Back Spasms Not for the Faint of Heart
Wednesday morning at work I was suddenly paralyzed by a terrible spasm. I had tears in my eyes.
That is fairly normal and not a rare thing - but it is not every day, not even every week. Some times it happens but most of the time it doesn't. Sometimes life just flies by with no problems. And when I do get them, they just come, torture me for a little bit, and then be on their merry way. Not this week.
The spasms have been with me the last three days. We were lucky last night - both calls were cancellations, and so no lifting was involved. I can't get that lucky again, I don't think! Three days of this was too much and after two hours of sitting like a board in my office chair, I called my doctor. His fiery and energetic (ha, ha) staff told me he had openings at 1215 and 1230, otherwise I could come in Monday morning. A weekend of this? No, thank you! It was 1139 so I took the 1230, finished what I was doing, and drove from work to the doctor's office (just a mile from the house) in 23 minutes. I wasn't driving like a mad woman, either. I was just lucky it was August and there was so little traffic.
I got there, signed in, and they had me go to Room 1 right away. No sitting, no waiting. How much do I love that?! Usually there is a short wait. I went into Room 1, which has an examination table with paper on it. That sounds unremarkable, but the paper struck me. It has "Levaquin" printed all over it with the logo (I think it is a sugar derivative, probably for diabetics). Remember when examination table paper was just white? Sheesh.

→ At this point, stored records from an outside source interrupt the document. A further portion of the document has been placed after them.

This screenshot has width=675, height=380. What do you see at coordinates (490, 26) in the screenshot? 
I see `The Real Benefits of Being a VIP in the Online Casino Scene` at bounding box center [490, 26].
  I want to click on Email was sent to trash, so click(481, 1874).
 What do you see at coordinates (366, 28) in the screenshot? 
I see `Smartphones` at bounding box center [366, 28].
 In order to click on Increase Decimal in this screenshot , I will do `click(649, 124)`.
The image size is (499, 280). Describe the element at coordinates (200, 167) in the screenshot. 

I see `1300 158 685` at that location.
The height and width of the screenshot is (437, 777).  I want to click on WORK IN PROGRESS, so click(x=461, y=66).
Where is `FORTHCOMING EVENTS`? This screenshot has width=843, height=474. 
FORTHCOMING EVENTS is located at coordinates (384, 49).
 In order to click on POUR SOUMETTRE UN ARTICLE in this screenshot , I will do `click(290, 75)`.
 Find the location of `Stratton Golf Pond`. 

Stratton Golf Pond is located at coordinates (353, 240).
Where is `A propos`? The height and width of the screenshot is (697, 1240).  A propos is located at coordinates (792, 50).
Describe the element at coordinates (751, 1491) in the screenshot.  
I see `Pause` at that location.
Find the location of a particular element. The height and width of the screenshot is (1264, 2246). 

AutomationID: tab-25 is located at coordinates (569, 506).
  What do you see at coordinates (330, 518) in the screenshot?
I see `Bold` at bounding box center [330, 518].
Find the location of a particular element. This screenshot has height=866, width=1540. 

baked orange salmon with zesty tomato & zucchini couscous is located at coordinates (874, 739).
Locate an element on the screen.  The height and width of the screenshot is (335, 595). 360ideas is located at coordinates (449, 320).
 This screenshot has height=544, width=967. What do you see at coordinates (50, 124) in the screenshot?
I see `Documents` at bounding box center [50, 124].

I sat in a chair - sitting on the table (normally where I would sit) without back support of any kind seemed like a really, really bad idea. So I tried to read in the chair but it wasn't long until Dr. Papish came in. The first time I went to Doctor Steven Papish, I was expecting someone who is Hindi. He walked in and here was an older, overweight man with silver-white hair and a silver-white mustach and he's just Joe-American guy. I wouldn't care if he was Hindi - plenty of excellent Hindi physicians out there - but I was afraid I wouldn't understand him. No issues there. The only thing that worries me is he always sounds winded.
The house is shuddering with the furtive rumbling of thunder.
He came in and asked how I was and I replied that I'd had better days. I gave him the history and the problem. He had me stand up in front of him and he ran his hands along my shoulders, down the back, had me bend over in front, then back, then to each side. I was uncomfortable. He had me lay down on the table and then, to my total shock, he twisted me like a pretzel! First on one side, then the other. I was shell-shocked. I hated it when my chiropractor did that, and I did not like it when he did it, either. I didn't know if it helped or not. But I laid out at the front that I didn't want anything to do with pain killers.
He suggested putting me on a non-sedative muscle-relaxant, Skellaxin. I told him I'd been on that before and it had had no effect. He told me that he could give me another muscle-relaxant but it would make me drowsy. Well, OK. I can live with tired. I just hate that weird feeling that you get on Vicodan, Percocet, etc.
I went straight to the pharmacy, picked up the script, and came home. I took one of the pills and then ate. About 45 minutes after I took it, I found lifting my hands to be an enormous effort. I laid down and my eyes slammed shut. Damn! Is that what they call drowsy? Holy cow. Well, Jason did say that these would really knock my lights out. He was right.
Well. Beats being in pain, doesn't it? (Take my word for it, it does.)